Most viruses are much smaller than the critters we feel comfortable calling "organisms." Since 2003, scientists have been finding enormous exceptions to this trend — viruses so large and complex that they even get infected by other viruses.

The world of these virus-infecting viruses known as virophages — which literally means, "things that devour viruses" — is still largely a mystery. So far, it looks like most giant viruses infect single-celled organisms such as amoeba, and scientists recently learned that they may play a key role in regulating the relationship between giant viruses and their prey. A species known as the Sputnik virophage may actually confer a kind of immunity to giant viruses upon amoebas, they report in the journal Proceedings of the National Academy of Sciences.

Most known viruses reproduce by injecting their genetic material into a host. That's a major reason that classifying them as living or nonliving gets messy.

It's also why classifying giant viruses gets even messier. Giant viruses, unlike their smaller counterparts, have all of the molecular machinery they need to reproduce — virophages wouldn't be able to infect them if they didn't, because they wouldn't be able to hijack their replication machinery.
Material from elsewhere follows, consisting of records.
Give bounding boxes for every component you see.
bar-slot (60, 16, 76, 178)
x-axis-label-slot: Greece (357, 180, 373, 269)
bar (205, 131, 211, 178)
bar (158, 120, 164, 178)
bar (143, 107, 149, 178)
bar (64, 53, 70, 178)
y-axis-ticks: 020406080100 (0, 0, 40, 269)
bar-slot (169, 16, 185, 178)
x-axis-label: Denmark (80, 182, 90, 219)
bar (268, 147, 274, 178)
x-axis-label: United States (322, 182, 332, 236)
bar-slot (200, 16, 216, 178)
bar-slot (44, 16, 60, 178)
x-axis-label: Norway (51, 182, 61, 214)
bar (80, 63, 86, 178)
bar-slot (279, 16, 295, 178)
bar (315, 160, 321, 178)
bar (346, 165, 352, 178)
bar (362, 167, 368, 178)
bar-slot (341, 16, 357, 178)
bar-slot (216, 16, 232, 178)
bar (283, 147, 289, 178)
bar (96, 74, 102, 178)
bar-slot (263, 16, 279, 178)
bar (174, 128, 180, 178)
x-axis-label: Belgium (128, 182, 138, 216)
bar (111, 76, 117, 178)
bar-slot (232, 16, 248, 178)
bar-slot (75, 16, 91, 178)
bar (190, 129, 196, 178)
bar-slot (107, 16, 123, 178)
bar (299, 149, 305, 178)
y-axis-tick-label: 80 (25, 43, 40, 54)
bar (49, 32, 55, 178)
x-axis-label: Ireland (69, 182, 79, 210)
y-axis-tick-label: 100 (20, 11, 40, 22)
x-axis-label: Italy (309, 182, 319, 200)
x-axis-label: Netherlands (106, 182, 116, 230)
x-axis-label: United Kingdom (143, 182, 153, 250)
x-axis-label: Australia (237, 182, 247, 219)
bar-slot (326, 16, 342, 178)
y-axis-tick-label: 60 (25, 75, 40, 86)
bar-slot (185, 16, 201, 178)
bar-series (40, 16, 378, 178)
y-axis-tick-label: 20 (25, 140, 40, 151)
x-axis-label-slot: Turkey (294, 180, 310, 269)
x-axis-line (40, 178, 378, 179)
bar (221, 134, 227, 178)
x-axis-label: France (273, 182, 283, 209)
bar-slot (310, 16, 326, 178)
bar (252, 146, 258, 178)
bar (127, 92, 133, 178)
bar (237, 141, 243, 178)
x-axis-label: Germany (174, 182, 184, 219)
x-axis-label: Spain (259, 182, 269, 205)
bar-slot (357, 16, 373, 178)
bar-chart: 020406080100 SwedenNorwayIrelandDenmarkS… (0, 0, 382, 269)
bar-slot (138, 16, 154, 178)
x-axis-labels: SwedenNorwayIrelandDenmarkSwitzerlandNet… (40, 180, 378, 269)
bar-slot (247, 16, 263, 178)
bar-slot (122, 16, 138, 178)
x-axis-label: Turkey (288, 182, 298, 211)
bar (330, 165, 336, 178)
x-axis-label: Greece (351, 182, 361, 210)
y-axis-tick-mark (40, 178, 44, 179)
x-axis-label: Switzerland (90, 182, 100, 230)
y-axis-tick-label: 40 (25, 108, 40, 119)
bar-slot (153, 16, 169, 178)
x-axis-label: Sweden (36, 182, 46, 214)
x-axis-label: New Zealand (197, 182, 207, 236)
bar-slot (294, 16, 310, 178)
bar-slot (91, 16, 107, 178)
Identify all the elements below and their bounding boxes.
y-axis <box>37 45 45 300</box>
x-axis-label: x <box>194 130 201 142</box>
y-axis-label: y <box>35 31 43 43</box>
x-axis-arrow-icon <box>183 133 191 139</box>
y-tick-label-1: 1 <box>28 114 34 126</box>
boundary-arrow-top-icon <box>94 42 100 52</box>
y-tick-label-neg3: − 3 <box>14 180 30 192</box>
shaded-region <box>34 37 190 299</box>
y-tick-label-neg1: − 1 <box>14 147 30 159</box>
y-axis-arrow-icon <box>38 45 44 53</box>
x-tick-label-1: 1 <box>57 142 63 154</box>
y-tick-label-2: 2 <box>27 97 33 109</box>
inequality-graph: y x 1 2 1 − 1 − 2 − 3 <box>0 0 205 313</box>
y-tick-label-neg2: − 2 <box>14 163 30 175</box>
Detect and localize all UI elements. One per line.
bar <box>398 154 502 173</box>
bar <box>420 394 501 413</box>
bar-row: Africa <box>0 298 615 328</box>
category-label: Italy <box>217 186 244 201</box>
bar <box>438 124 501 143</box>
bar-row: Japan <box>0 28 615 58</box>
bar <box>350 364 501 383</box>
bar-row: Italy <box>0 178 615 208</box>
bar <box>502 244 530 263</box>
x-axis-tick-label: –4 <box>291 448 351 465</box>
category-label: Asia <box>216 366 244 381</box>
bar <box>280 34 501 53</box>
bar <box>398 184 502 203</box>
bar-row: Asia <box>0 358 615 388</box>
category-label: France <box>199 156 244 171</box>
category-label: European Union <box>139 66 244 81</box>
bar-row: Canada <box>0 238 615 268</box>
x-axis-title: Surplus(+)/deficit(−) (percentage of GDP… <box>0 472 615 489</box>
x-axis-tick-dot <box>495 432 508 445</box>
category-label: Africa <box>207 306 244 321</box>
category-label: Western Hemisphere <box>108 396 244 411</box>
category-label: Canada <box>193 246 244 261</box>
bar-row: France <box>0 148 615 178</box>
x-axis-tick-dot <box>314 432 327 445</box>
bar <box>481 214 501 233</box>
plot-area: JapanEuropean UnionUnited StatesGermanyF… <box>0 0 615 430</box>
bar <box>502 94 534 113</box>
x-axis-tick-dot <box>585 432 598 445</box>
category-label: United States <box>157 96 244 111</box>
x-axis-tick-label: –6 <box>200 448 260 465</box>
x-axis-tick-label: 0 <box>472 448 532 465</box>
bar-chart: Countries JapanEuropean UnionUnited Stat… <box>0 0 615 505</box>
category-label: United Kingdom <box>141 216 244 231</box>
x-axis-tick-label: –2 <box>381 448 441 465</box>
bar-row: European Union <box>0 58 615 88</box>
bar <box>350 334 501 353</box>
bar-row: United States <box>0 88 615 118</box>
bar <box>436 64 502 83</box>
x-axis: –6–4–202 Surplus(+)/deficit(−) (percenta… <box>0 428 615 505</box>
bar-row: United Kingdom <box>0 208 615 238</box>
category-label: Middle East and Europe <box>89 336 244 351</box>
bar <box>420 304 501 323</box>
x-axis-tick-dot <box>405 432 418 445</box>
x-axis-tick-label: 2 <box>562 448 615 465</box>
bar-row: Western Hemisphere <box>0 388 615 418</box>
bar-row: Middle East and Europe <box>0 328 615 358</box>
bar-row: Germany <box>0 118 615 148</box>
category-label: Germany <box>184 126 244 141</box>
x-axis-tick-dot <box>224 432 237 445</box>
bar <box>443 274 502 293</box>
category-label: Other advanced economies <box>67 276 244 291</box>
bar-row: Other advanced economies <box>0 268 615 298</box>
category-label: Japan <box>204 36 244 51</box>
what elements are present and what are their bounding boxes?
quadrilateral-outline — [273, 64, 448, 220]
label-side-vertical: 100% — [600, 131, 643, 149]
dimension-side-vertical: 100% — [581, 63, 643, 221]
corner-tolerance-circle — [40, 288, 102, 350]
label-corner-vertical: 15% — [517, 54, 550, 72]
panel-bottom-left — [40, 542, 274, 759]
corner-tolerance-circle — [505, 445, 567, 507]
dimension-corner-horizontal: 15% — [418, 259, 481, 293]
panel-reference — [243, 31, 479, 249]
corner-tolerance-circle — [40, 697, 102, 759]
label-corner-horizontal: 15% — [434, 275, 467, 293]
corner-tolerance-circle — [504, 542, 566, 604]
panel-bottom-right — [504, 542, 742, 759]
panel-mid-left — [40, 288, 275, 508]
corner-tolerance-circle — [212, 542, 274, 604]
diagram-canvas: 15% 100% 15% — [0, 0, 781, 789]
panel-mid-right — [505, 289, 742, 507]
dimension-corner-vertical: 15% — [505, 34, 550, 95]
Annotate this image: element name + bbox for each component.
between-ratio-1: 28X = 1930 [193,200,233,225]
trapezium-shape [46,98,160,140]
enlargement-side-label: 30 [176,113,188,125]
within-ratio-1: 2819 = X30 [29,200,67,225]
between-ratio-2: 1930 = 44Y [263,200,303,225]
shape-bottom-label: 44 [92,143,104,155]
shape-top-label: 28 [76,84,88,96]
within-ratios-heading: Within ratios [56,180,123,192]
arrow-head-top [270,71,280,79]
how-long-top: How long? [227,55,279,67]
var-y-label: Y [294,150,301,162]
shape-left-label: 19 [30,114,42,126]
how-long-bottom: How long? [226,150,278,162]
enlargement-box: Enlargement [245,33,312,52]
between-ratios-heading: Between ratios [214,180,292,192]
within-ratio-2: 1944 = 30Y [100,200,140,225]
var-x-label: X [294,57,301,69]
When Sputnik infects a giant virus such as the mamavirus, shown above, it injects its DNA into the virus so that it becomes integrated with the giant virus's genome. When the giant virus then infects the host, Sputnik's DNA becomes integrated into the prey's DNA, too.

The researchers found that the genes from Sputnik are highly expressed — in other words, used a lot — in the the genome of a species of algae called Bigelowiella natans. This suggests that the genes are serving some function in the algae, and it turns out that algae with Sputnik DNA tend to be less susceptible to infection by giant viruses.

Taken together, this evidence points toward Sputnik providing the algae with some sort of defense against their own prey, giant viruses. However, the field of virophage research is still brand new, and it has already been full of surprises, so scientists aren't sold on the idea just yet.